Structured Definitions and Segmentations for Legal Reasoning in LLMs: A Study on Indian Legal Data
Mann Khatri, Mirza Yusuf, Rajiv Ratn Shah, Ponnurangam Kumaraguru
TL;DR
This paper tackles domain adaptation for legal judgment prediction (LJP) in Indian data by probing prompt engineering strategies that structure documents and reasoning. It introduces three components—D (definitions of legal terms), R (rhetorical roles to segment text), and C (court-like chain reasoning)—and evaluates their zero-shot impact across multiple Indian datasets, including Kalamkar/Bambroo corpora and Predex. Key findings show that defining legal terms and segmenting documents often improve $F1$ by around 1.5–4.36 percentage points, while combining all components does not always yield the best results; performance is model- and dataset-dependent.
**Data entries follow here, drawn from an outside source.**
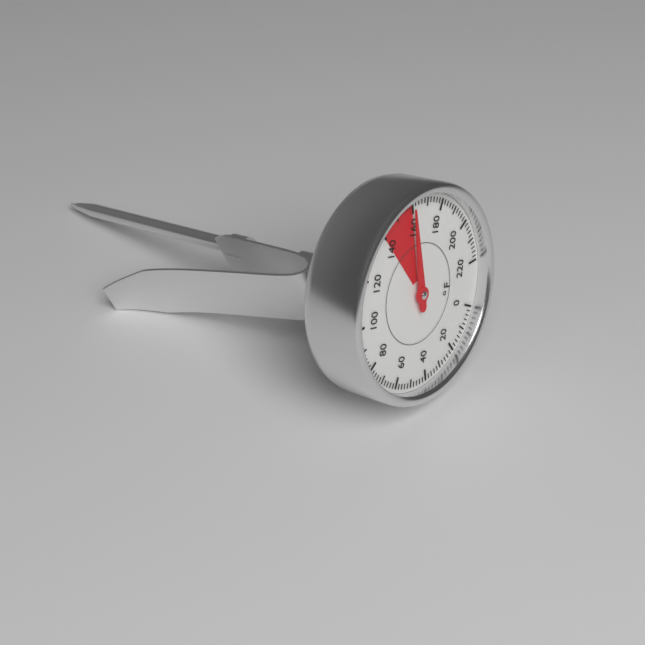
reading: 160 °F
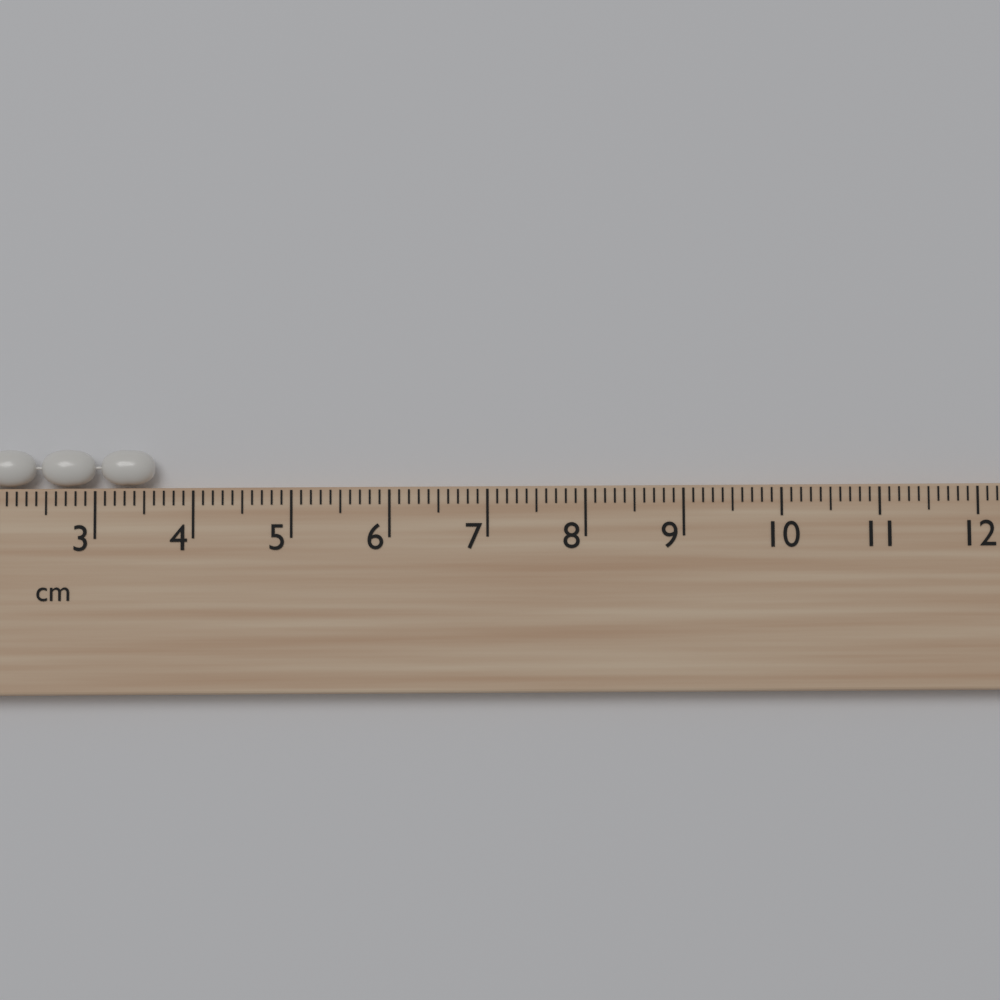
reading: 3.6 cm
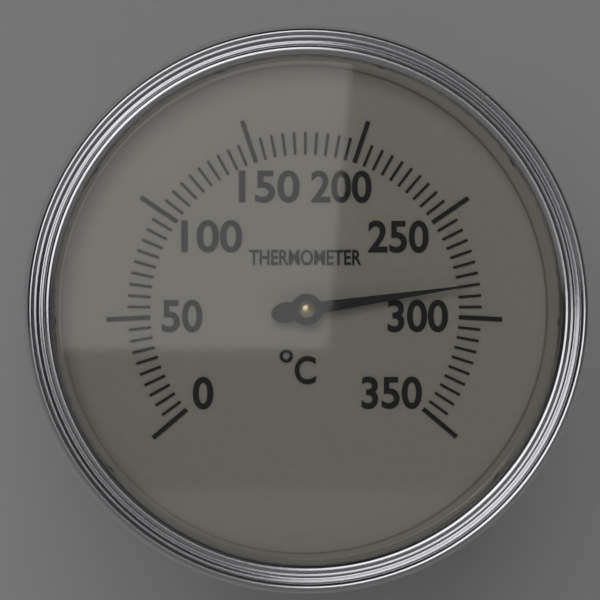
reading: 285 °C
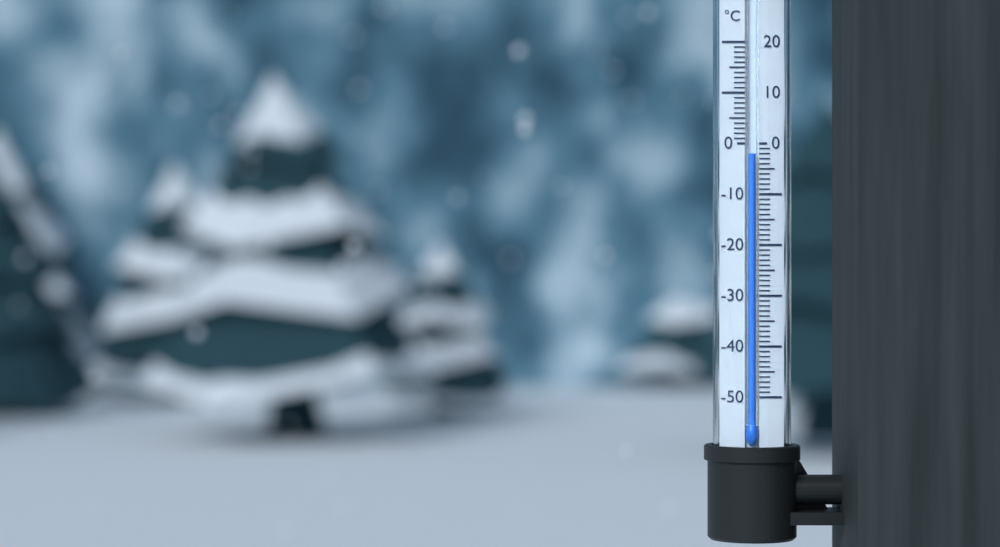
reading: -2 °C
The work demonstrates that carefully designed, structure-aware prompts enable stronger zero-shot LJP from LLMs like Llama and o3-mini, offering practical guidance for deployment and a foundation for future few-shot or fine-tuning efforts in the legal domain.
Abstract
Large Language Models (LLMs), trained on extensive datasets from the web, exhibit remarkable general reasoning skills. Despite this, they often struggle in specialized areas like law, mainly because they lack domain-specific pretraining. The legal field presents unique challenges, as legal documents are generally long and intricate, making it hard for models to process the full text efficiently. Previous studies have examined in-context approaches to address the knowledge gap, boosting model performance in new domains without full domain alignment. In our paper, we analyze model behavior on legal tasks by conducting experiments in three areas: (i) reorganizing documents based on rhetorical roles to assess how structured information affects long context processing and model decisions, (ii) defining rhetorical roles to familiarize the model with legal terminology, and (iii) emulating the step-by-step reasoning of courts regarding rhetorical roles to enhance model reasoning. These experiments are conducted in a zero-shot setting across three Indian legal judgment prediction datasets. Our results reveal that organizing data or explaining key legal terms significantly boosts model performance, with a minimum increase of ~1.5% and a maximum improvement of 4.36% in F1 score compared to the baseline.